California shooting probed as ‘terror act’
Barack Obama says US ‘will not be terrorised’ after carnage

Barack Obama says US ‘will not be terrorised’ after carnage
The mass shooting in California is being probed as “an act of terrorism”, the FBI said late Friday as President Barack Obama insisted that the United States “will not be terrorised” and renewed his call for tighter gun control measures in a weekly address on Saturday.
“It is entirely possible that these two attackers were radicalised to commit this act of terror,” Mr Obama said.
Mr Obama said in his weekly address that the Islamic State (ISIS) and other terrorist groups “are actively encouraging people — around the world and in our country — to commit terrible acts of violence, often times as lone wolf actors”.
“We are Americans,” he added. “We will uphold our values — a free and open society. We are strong. And we are resilient. And we will not be terrorised.”

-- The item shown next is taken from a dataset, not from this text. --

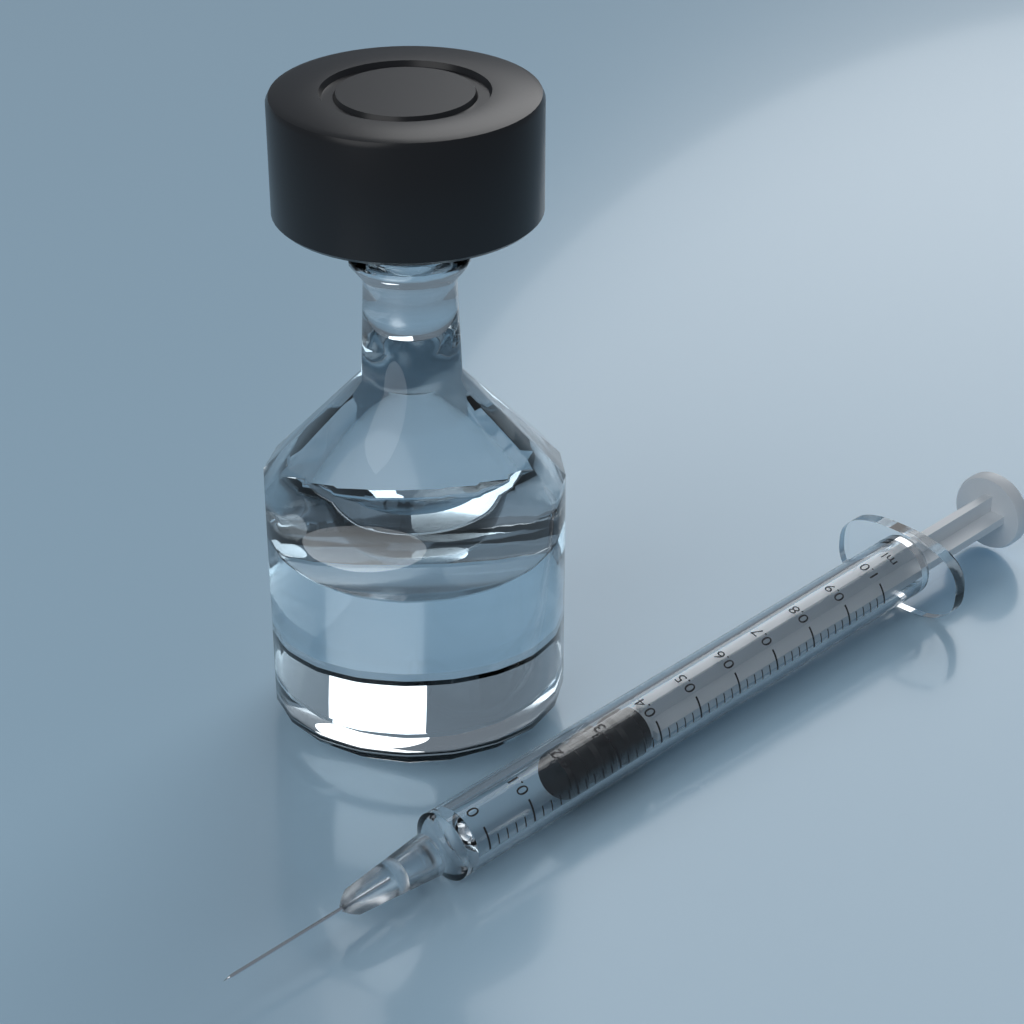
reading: 0.20 ml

On the other hand, FBI director James Comey told reporters: “The investigation so far has developed indications of radicalisation by the killers, and of potential inspiration by foreign terrorist organisations.”

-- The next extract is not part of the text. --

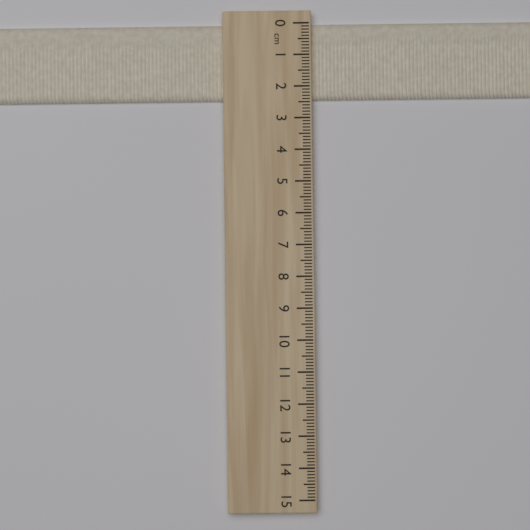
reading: 2.4 cm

But he said there was no indication that Syed Farook, 28, and his 29-year-old Pakistani wife Tashfeen Malik were part of any network. Authorities earlier had put her age at 27.
The developments come two days after the couple massacred 14 people and wounded 21 others at a year-end office party in San Bernardino — the deadliest mass shooting in the United States since the Newtown school massacre in 2012.

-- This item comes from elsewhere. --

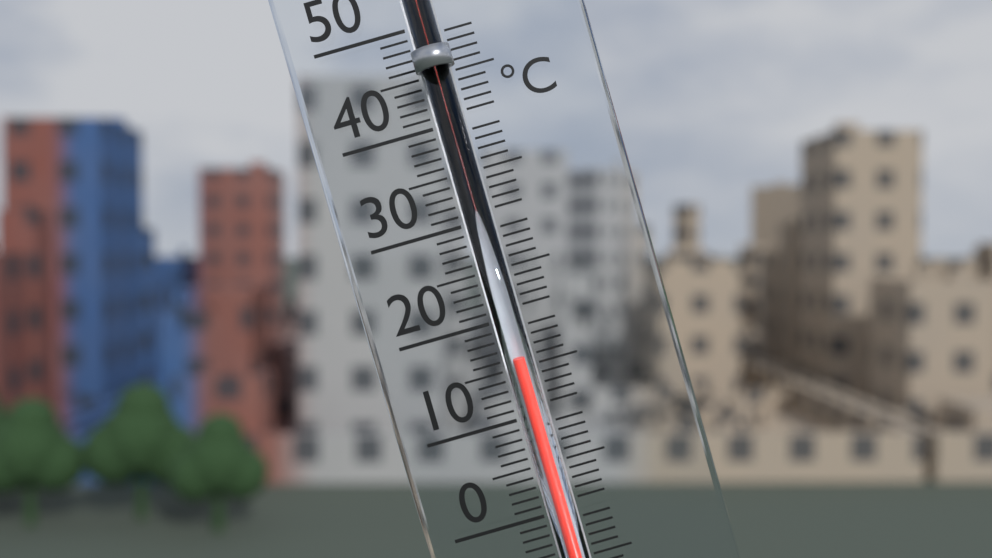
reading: 16 °C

“We have uncovered evidence that has led us to learn of extensive planning,” David Bowdich, the assistant FBI director in charge of the Los Angeles office, told reporters.
“There’s a number of pieces of evidence that has essentially pushed us off the cliff to say we are now investigating this as an act of terrorism.”
He said investigators were examining a Facebook posting in which Malik is believed to have pledged allegiance to ISIS leader Abu Bakr al-Baghdadi, made around the time of Wednesday’s attack.
The massacre, if proven to be terror-related, would be the deadliest such assault on American soil since the September 11, 2001 attacks.
The ISIS hailed the perpetrators as “soldiers” of its caliphate, without explicitly claiming the deadly attack.
In its English-language radio broadcast, the group praised the Wednesday shooting.
“Two soldiers of the Khilafah (caliphate) executed an attack on the Inland Regional Centre in San Bernardino, California,” the ISIS radio broadcast said in English.
The ISIS refers to the swathe of territory it controls in Syria and Iraq as an Islamic caliphate.
The group’s Arabic-language radio broadcast earlier in the day had referred to the attackers as “supporters of the Islamic State”.
The English-language broadcast said the attackers were “killed in the path of Allah”.
But the group stopped short of issuing an official claim of responsibility for the shooting in the format it has used in the past for attacks in Paris and elsewhere.
Separately, Baby toys, shredded files, a Quran, computer paraphernalia: the home of the California shooters was bizarrely — and controversially — thrown open to the media on Friday, offering a glimpse of the life of the couple behind the carnage.
Media crews were given access by the landlord to the two-story townhouse where they lived with their six-month-old daughter.
In a surreal scrum, dozens of journalists flooded into the home in Redlands, jostling for space as they rifled through children’s toys and family photos for clues to what drove the couple to commit mass murder.